It was all celebration and joy on May 30, 1967, when the leader of the Republic of Biafra secessionist state, Chukwuemeka Odumegwu Ojukwu, declared independence of the states in the Eastern Region of Nigeria.
The South Eastern Region’s military governor made the announcement following a vote to secede from Nigeria after failed reconciliation over killings of approximately 30,000 Igbo people in the post-coup violence which started on September 1966.
There were two coups in 1966 with the first one perpetrated by predominantly Igbo junior army officers in January resulting in the assassination of about 30 prominent politicians of northern origin including the first prime minister of Nigeria Sir Abubakar Tafawa Balewa, and the Northern premier, Sir Ahmadu Bello.
The president, Nnamdi Azikiwe, who was Igbo, was not killed in the coup as well as other premiers of Igbo extraction who were spared.
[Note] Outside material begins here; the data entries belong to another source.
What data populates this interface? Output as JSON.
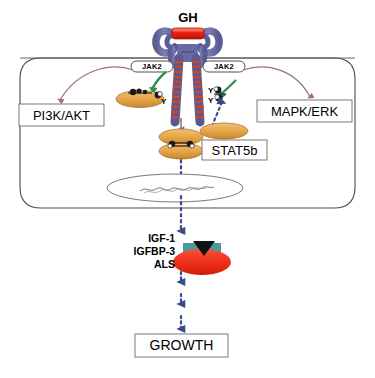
{
  "figure": {
    "caption": ""
  },
  "labels": {
    "gh": "GH",
    "jak2_left": "JAK2",
    "jak2_right": "JAK2",
    "pi3k_akt": "PI3K/AKT",
    "mapk_erk": "MAPK/ERK",
    "stat5b": "STAT5b",
    "igf1": "IGF-1",
    "igfbp3": "IGFBP-3",
    "als": "ALS",
    "growth": "GROWTH",
    "tyrosine_1": "Y",
    "tyrosine_2": "Y",
    "tyrosine_3": "Y"
  },
  "colors": {
    "gh_ligand": "#ee2211",
    "receptor_body": "#6f6fa8",
    "receptor_stripe": "#d4451f",
    "membrane_outline": "#4a4a4a",
    "arrow_mauve": "#9b6b8e",
    "arrow_green": "#2f8f4e",
    "arrow_blue": "#3a4a8c",
    "stat_oval": "#e3a44a",
    "igf_complex": "#ee2d1a",
    "igf_teal": "#4e9a9a",
    "box_border": "#6b6b6b",
    "nucleus_outline": "#555555"
  },
  "shapes": {
    "cell_membrane": "rounded-rectangle",
    "nucleus": "ellipse-with-dna",
    "stat5b_monomer": "ellipse",
    "stat5b_dimer": "stacked-ellipses",
    "igf_ternary_complex": "ellipse-with-blocks"
  }
}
This sparked a counter-coup in July by northern army officers who named General Yakubu Gowon as the head of the Federal Military Government (FMG).
This led to the killings of Igbo people in September and reprisal attacks on northerners in eastern cities creating economic, ethnic, cultural and religious tensions.
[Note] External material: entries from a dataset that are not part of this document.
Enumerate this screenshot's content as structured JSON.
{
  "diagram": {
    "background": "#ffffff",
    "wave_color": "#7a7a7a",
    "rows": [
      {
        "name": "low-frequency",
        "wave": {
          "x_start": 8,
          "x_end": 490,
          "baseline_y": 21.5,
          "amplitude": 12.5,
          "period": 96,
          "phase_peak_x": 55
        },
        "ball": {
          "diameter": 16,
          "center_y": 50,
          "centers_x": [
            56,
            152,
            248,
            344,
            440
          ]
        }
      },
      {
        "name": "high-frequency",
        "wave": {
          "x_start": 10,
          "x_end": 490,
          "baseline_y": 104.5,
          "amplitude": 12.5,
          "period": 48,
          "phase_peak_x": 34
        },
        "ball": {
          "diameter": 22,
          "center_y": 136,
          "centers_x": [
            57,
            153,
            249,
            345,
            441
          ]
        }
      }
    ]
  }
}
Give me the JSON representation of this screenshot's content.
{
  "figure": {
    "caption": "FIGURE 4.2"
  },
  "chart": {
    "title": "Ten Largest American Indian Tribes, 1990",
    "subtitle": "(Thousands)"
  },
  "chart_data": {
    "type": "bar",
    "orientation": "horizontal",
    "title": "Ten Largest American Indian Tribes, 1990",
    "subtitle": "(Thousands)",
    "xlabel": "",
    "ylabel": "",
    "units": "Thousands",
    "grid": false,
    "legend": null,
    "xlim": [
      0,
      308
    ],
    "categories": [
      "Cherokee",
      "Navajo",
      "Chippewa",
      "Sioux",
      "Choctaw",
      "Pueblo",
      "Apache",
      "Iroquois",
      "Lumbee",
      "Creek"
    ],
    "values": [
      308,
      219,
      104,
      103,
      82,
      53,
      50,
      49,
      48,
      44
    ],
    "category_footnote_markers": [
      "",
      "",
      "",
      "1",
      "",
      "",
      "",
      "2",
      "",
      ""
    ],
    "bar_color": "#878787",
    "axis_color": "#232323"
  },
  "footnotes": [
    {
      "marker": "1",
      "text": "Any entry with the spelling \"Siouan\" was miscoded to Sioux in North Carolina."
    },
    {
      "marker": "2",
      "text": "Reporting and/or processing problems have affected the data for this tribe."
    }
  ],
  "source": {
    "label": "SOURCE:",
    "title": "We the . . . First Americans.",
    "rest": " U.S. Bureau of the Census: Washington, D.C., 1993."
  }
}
In January 1967, a meeting held in Aburi, Ghana where Ojukwu proposed a confederate state of Nigeria, was unsuccessful as the northerners were in disagreement with the Aburi Accord.
The Republic of Biafra created many institutions including its own Bank of Biafra that produced the Biafran Pound legal tender, and a military made up of about 30,000 soldiers by the end of the war.
It was an all-out two-and-a-half-year civil war popularly referred to as the Nigerian Civil War or the Biafran War after the declaration of the independent Republic of Biafra.
The Federal Military Government (FMG) led by Gowon used different measures to annex the ill-equipped, out-manned and out-gunned Biafra with a population of about 14 million from July 1967 to January 1970.
The FGM ordered a total blockade of Biafra and was consistent with attacks while destroying food supply and all sources of livelihood for the Biafran state.
The incessant attacks left Biafra in massive poverty and hunger as almost two million civilians died from starvation. Many suffered from diseases and stunted growth.
The Biafran forces surrendered to the Nigerian FMG after the Colonel Chukwuemeka Odumegwu Ojukwu fled to Ivory Coast. The state, whose capital was Enugu, rejoined Federal Nigeria on January 15, 1970.
The Biafra region has a large amount of oil which is a major component of the Nigerian economy. The region still faces pockets of violence as secessionist groups fight government forces over inequality in the distribution of the oil wealth and the sorry level of poverty in the Eastern region.